Special thanks to
Jan Morath, who spends hours discussing these topics with me.
Not a day goes by without me asking myself this question: what impact can artificial intelligence have on our social structures? It’s a huge question, I know. So I shrink it down, bring it to ground level, run it through the filter of my daily experience: what impact does AI have on companies?
Let me say something upfront. I’m not special. I don’t have a crystal ball, I don’t have a magic wand. I only have questions. And in the best-case scenario — the best-case scenario for this blog — you’ll walk away with more questions than you came in with.
I’m part of a team where AI has moved in heavily. All the code is generated by artificial intelligence. There are two of us: me, a software architect, and a colleague, the lead UX designer. Around us there are dozens of people — or as we like to say these days, stakeholders. But the productive core, the part that turns ideas into working code, is the two of us and a machine.
That alone should be enough to keep anyone who runs an organization up at night. But before I get to why, I want to tell a story.
A few years ago I went to visit an old friend, a business partner from many lifetimes ago. He sells industrial 3D printers. He showed me what they can do, and I was fascinated. At some point I asked what I thought was a rhetorical question: why don’t all manufacturing companies use them?
I was expecting the answer that would make me feel better — the comfortable one, the one that confirms what we already think: ignorance. Resistance to change. The kind of answer that lets you go home with the reassuring feeling that the world would be a better place if everyone were as enlightened as we are.
The answer was far more complex.
My friend picked up a small part — a kind of connecting rod, a mechanical arm. “See this piece?” he said. “A machine shop makes it out of metal because that’s what they know how to work with. But it doesn’t have to be metal. It could be plastic: cheaper, easier to produce, lighter.”
So far so good. That’s how progress works, right? You find a better material, you use it, everybody wins.
But then the story took a turn I wasn’t expecting.

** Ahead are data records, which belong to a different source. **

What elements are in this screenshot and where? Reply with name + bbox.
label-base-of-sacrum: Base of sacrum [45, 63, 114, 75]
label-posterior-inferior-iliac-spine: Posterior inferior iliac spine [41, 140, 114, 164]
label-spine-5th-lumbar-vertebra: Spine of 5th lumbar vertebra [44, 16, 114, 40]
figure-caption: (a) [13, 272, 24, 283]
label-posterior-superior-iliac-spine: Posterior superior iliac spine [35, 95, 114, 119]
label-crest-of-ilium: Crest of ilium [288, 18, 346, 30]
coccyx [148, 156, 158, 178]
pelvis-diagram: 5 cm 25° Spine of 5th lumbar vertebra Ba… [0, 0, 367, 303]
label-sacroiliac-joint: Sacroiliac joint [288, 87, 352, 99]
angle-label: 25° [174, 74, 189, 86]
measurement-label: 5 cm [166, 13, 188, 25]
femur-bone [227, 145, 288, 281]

If the company replaced that connecting rod with a plastic one, the motors would become oversized. They’d need to be swapped out for smaller, cheaper, lighter motors. And that would be a cascading change. Component by component, the entire machine would need to be redesigned. But that machine is sold to other companies, who in turn would face the same dilemma: downsize everything? And every redesigned component needs to be tested, the entire production line changes, their own customers are forced to change as well.
The connecting rod stays metal. The 3D printers don’t get purchased. Not because the technology doesn’t work, but because it works too well. Its potential is so radical that adopting it would mean questioning everything around it. One small connecting rod, like a butterfly effect.
Now, you can see where I’m going with this.
Take a software company. Every element of its structure has been built around one fundamental assumption: code is written over weeks, months, and years by teams of people. Organizational structures, middle management, hiring processes, budgets, performance metrics, client contracts — everything orbits around that premise. It’s not a peripheral detail. It’s the main product. It’s the very heart of the business model.
With AI, software development happens in minutes or hours.
What happens to everything around it?
I don’t have the answer. But the question strikes me as the most important one a technology company can ask itself today. Because we’re not talking about an incremental improvement, a new tool that makes programmers a little faster. We’re talking about an order-of-magnitude change: ten times faster, a hundred times faster. And when something changes by an order of magnitude, it’s no longer the same phenomenon. A river flowing ten times faster isn’t a faster river. It’s a flood.
The same thing holds, more or less, across all companies. What happens when someone can do their job at a hundred times the speed? What becomes of the structure built around the previous pace? The managers who oversaw teams of ten, the approval processes designed to slow down human error, the budgets calibrated to predictable delivery timelines?
It’s the plastic connecting rod, all over again. But this time it’s not a single mechanical component. It’s cognitive work itself — the raw material around which we’ve built the entire knowledge economy.
And here I arrive at the analogy in the title, which is deliberately provocative.
AI inside a traditional organization grows like a foreign body. Something expanding at a different speed from everything around it. Something that the company’s immune system — its procedures, its hierarchies, its habits — perceives as a threat. The temptation is to contain it, slow it down, domesticate it, make it look compatible with existing structures.
But is it cancer? Or is it a child growing in a mother’s womb?
Because the difference isn’t in the growth itself. Both grow, both redefine the body that hosts them, both transform it irreversibly. The difference lies in what comes after. Cancer destroys its host. A child passes through it, and on the other side there is something new.
I don’t know which one it is. I don’t think anyone does, not yet. But I know the answer will depend, at least in part, on how we choose to treat this growth. If we fight it like an infection, trying to preserve the body as it is at all costs, we risk killing the organism in the attempt to save it. If we ignore it entirely, we risk letting it expand without control and without direction.
Maybe — and here I return to my premise: I only have questions — maybe the answer is in the connecting rod. Not in rejecting it, but in understanding that replacing it means rethinking everything. And that rethinking everything is not a catastrophe. It’s a pregnancy. Painful, transformative, full of risk. But on the other side, if things go well, there is life.
The question is whether we’re ready to let it grow.